FarMore Farms: Farming is far more than milking cows

0
121

BURTON, Ohio – FarMore Farms’ 317-head milking string will cross the auction block June 26, but owners Kristi Schmitt Burr and Bill Ginn believe there’s still more life in their Geauga County farm. Far more.

The skeptics will say “I told you so,” shaking their head at the partnership between the two ag neophytes, at the showplace barn with its huge glassed view of the parlor, at the farm’s educational emphasis.

After all, the cows have been in the new, state-of-the-art facility less than five years.

No sacred cows. The owners, however, see it as a pragmatic business decision – stopping the bleeding before the entire farm died.

“Selling the cows is a business decision,” Schmitt Burr said, “but it’s an emotional decision no one likes to make.”

“Farmers are being driven to the wall,” she added. “We had to ask ourselves ‘how can we diversify and stay alive?'”

Resilient. Switching to a heifer raising enterprise will use the existing facility until, the owners say, the cows return.

“We will milk again,” vowed Schmitt Burr.

The farm is also working to develop a commercial composting operation and the partners have researched composting operations across the country to guide them.

From a marketing standpoint, Schmitt Burr said, the composting enterprise seems a given.

One county to the north – Lake County – is one of the nation’s capitals of the nursery industry, and is importing composted soil material from states like Tennessee and Virginia.

Business backbone. Ginn, 79, is a Yale-educated attorney who practiced in the Cleveland area, developing a specialty in contract negotiations. The farm used his experience to put together a team of suppliers – they call them ‘vendors’ – including other local farmers.

“Some farmers think they can only do what they’ve always done,” Schmitt Burr said. “We approach it a little differently.”

“We don’t have any preconceived notions,” Ginn added.

“And we don’t let our pride get in the way of our business decisions,” his partner finished.

The best farmers, the two say, remain flexible and resilient.

Educational focus. When you enter the barn at FarMore Farms’ Clearview Dairy just outside of Burton, you’re reminded more of a home than a barn.

A high cathedral ceiling stretches upward. A oriental-style rug covers a portion of the inlaid wood floor.

Straight ahead, a huge picture window gives visitors a view of the double 10 Germania milking parlor.

There’s a meeting room, spacious office and handicapped accessible restrooms.

This is not your typical dairy barn.

“People scoff at the educational part of it and say, ‘It’s a waste of money,'” said Schmitt Burr. “Not in our opinion.

“Education of the public is one of our highest priorities,” she added. “We all should be ambassadors for agriculture.”

The farm’s success isn’t measured in how many pounds of milk head out the driveway, Schmitt Burr said, but in education and in the support of the local economy.

Ginn said the farm has pumped millions of dollars into the county in a variety of ways.

“That’s the great thing about farming.”

Pricing connection. Efforts to share a little bit of real farm life with a lot of people could pay big dividends, Schmitt Burr said, in repairing a fractured food chain.

“The public has to put a higher value on what they eat,” she said, “and that’s why we do public education.”

For tomorrow. Schmitt Burr and Ginn linked in the first place simply to try and prevent the Geauga County farm from falling into a developer’s hands. They had one month to come up with a plan – and capital – to buy the farm.

They didn’t have any plans, other than to continue to lease the older facility to an Amish farmer who maintained a 35-head dairy there.

When the farmer moved to Kentucky, they switched to Plan B: “Let’s give a modern dairy operation a go.”

Both hold on to a higher goal of preserving the farmland and its ecological and economic impact on the region’s natural resources. They are working to create an agreement with a local land conservancy for a conservation easement, under which the farmland would remain in agriculture permanently.

“It will still be here,” Ginn said of the farm. “The land will still be here.”

“It’s not just about raising milk,” Schmitt Burr added. “We are supposed to be caretakers of the earth.”

(Editor Susan Crowell can be reached at 1-800-837-3419 or at editorial@farmanddairy.com.)

STAY INFORMED. SIGN UP!

Up-to-date agriculture news in your inbox!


AIM OF THE TASK → Take the line that contains "At what (x,y)" and each line after it to the end of the material below, and return them exactly, minus the pictures.

STUDY MATERIAL →
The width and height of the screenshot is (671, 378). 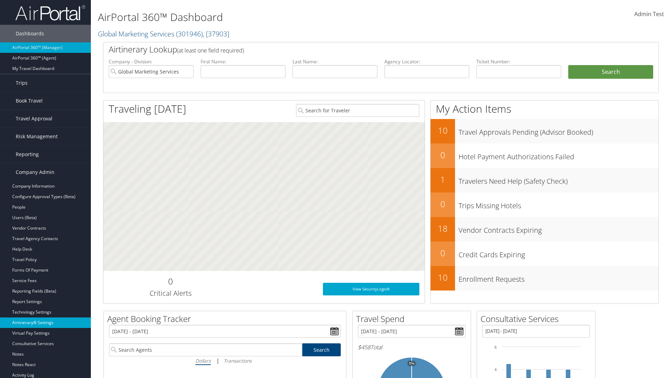 I want to click on h6: Total, so click(x=412, y=347).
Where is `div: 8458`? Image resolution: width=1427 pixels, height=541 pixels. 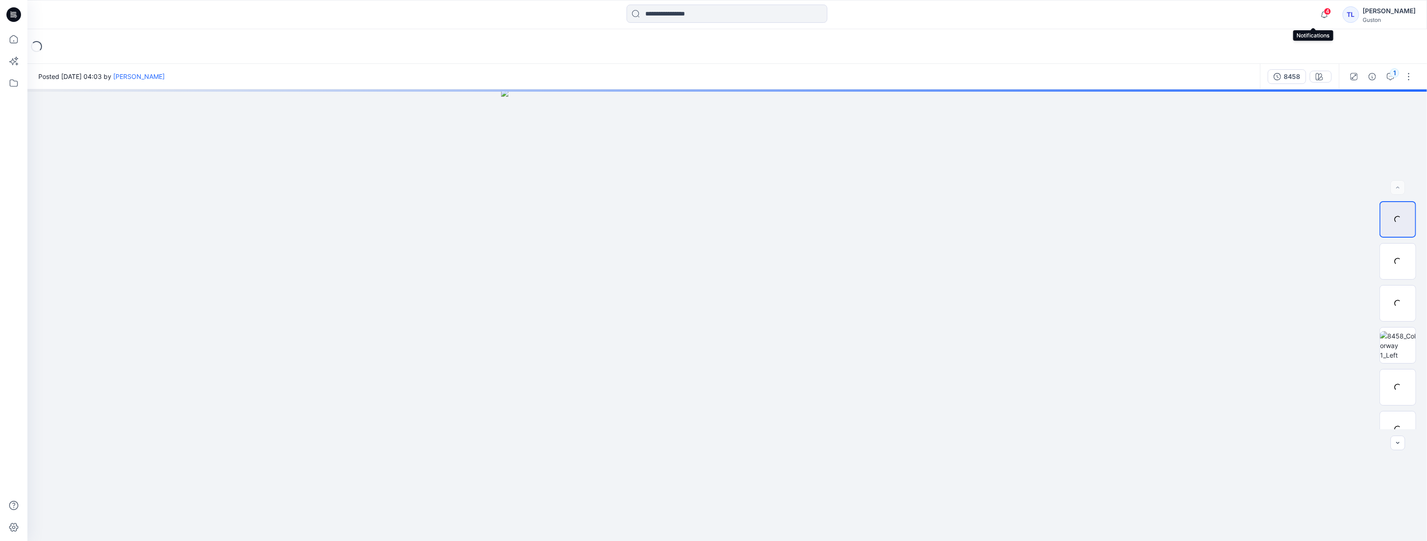
div: 8458 is located at coordinates (1292, 77).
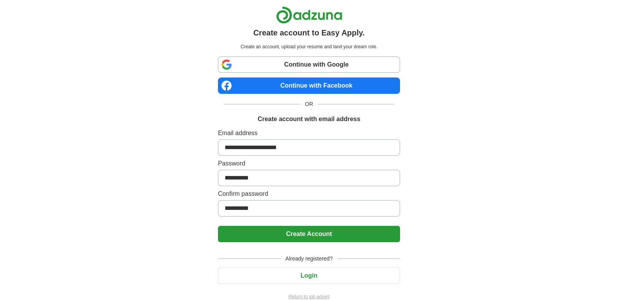  Describe the element at coordinates (309, 104) in the screenshot. I see `span: OR` at that location.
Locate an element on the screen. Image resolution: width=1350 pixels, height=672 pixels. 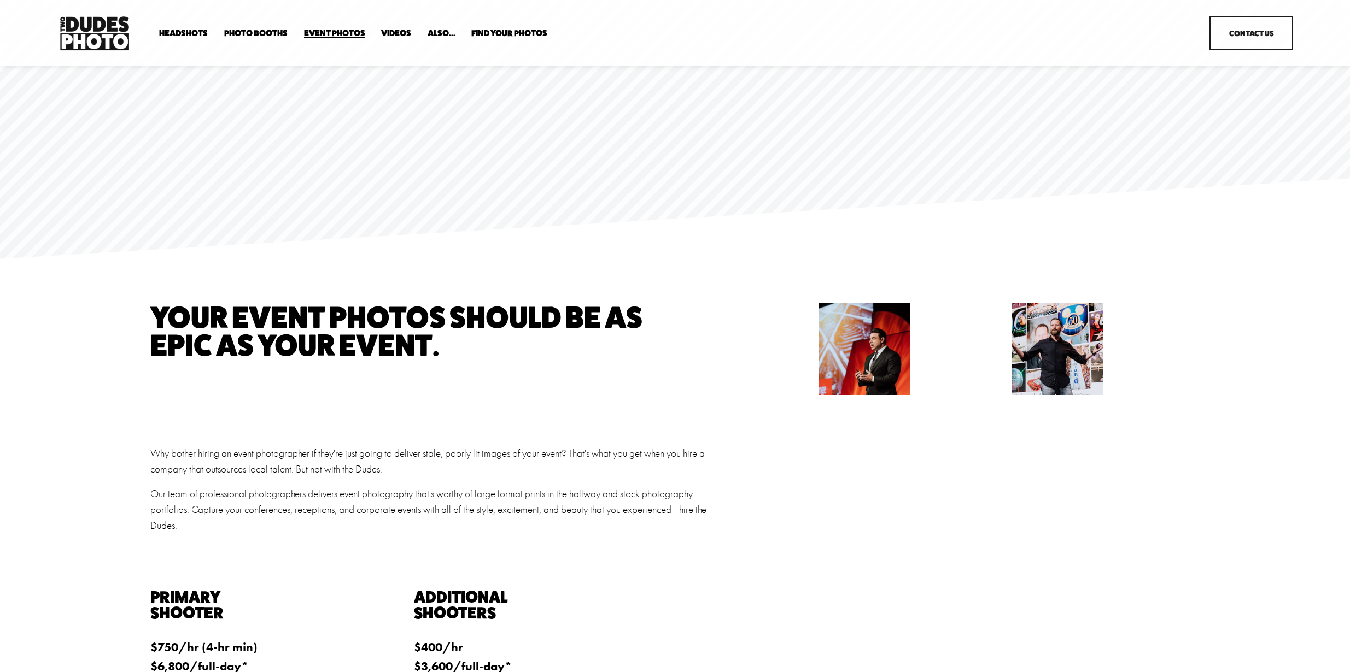
img: twodudesphoto_4-23-173.jpg is located at coordinates (856, 349).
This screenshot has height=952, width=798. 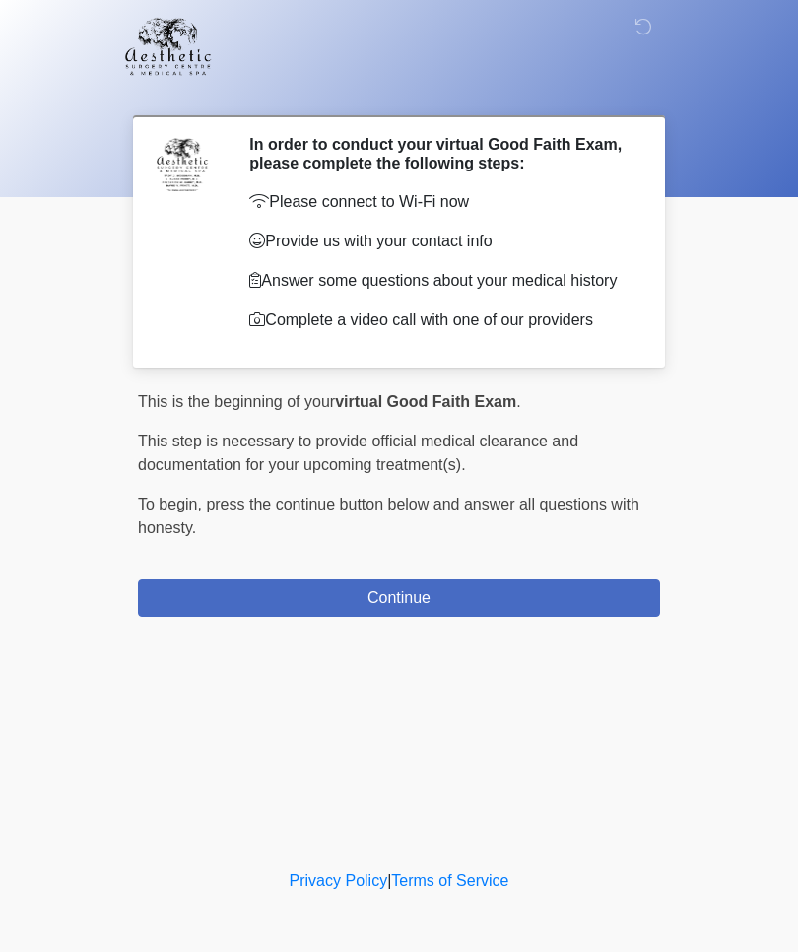 I want to click on h2: In order to conduct your virtual Good Faith Exam, please complete the following steps:, so click(x=440, y=154).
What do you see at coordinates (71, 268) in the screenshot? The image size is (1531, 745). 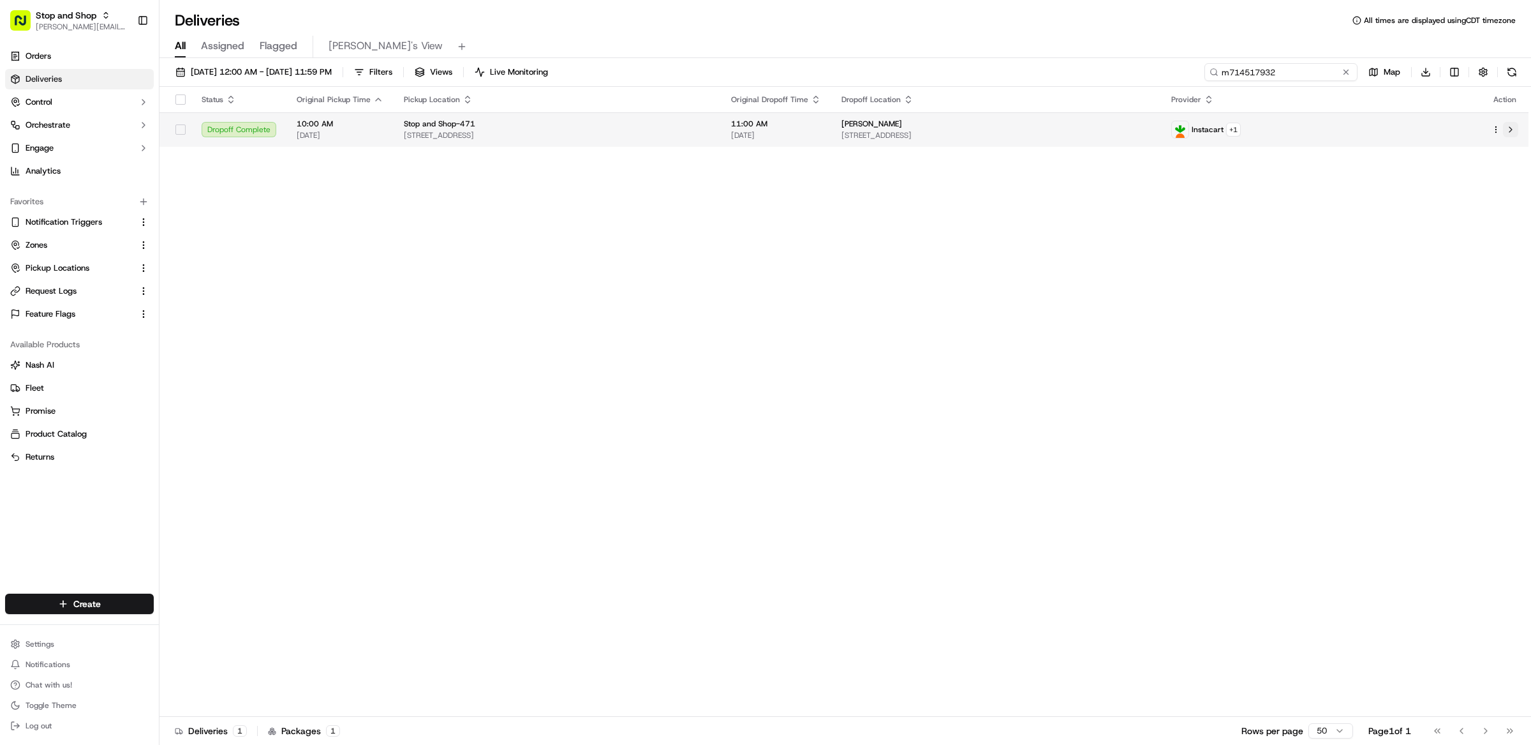 I see `a: Pickup Locations` at bounding box center [71, 268].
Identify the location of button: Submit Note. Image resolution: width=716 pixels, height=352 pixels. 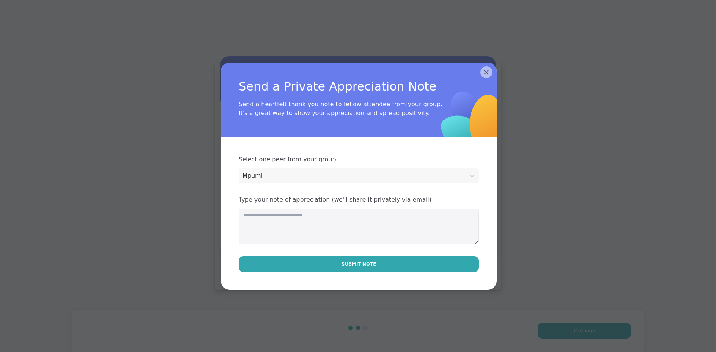
(359, 264).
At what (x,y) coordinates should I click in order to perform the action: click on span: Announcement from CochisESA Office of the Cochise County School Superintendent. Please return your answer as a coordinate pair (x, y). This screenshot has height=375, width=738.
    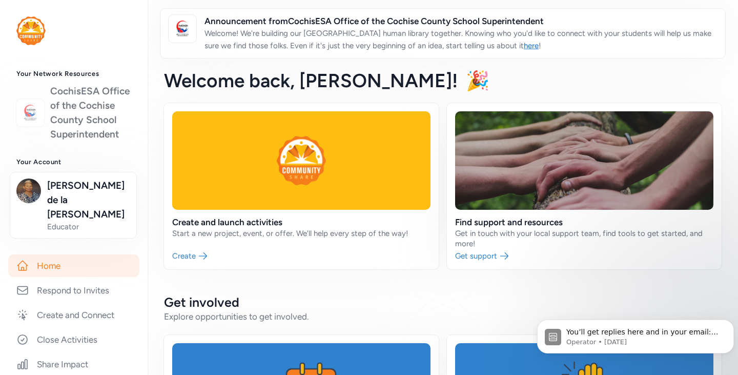
    Looking at the image, I should click on (461, 21).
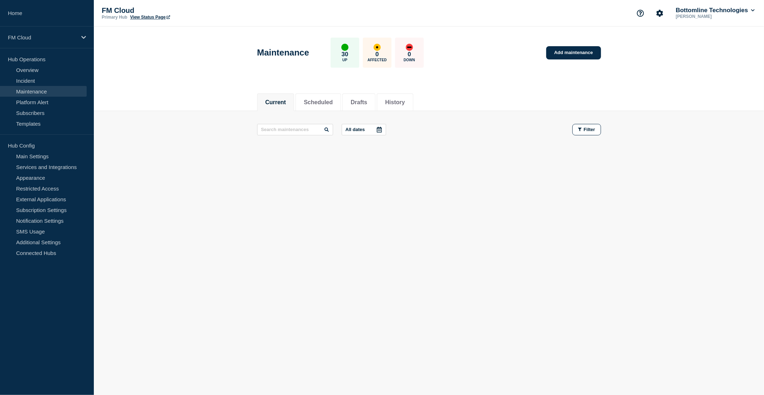 Image resolution: width=764 pixels, height=395 pixels. I want to click on p: Down, so click(409, 60).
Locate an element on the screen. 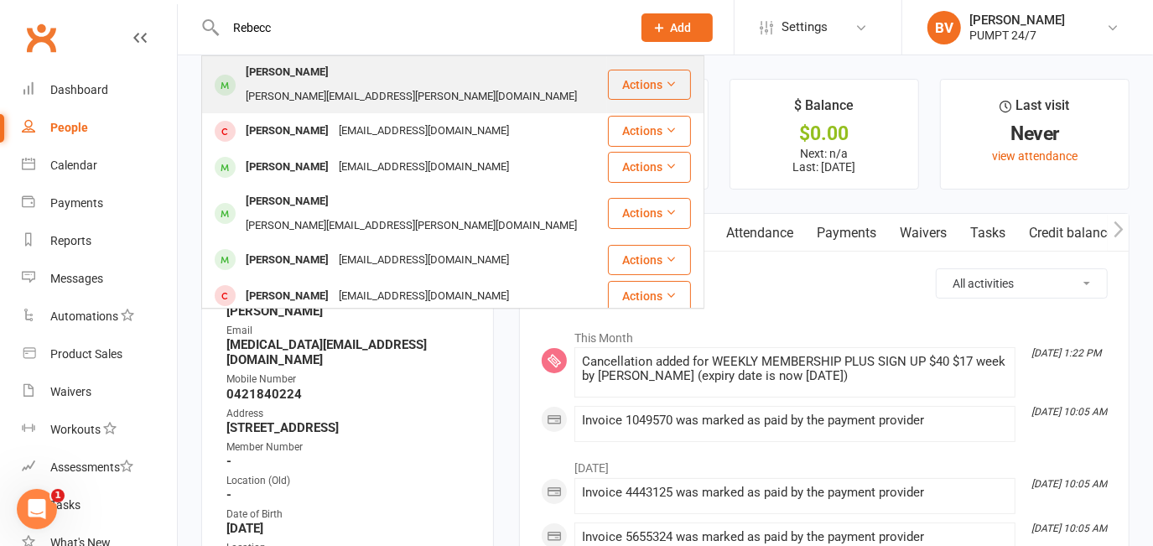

ANSWER AREA →
At what (x,y) coordinates should I click in order to perform the action: click on span: Announcement from CochisESA Office of the Cochise County School Superintendent. Please return your answer as a coordinate pair (x, y). This screenshot has height=375, width=738.
    Looking at the image, I should click on (461, 21).
 Image resolution: width=764 pixels, height=395 pixels. I want to click on p: Down, so click(409, 60).
Locate an element on the screen. 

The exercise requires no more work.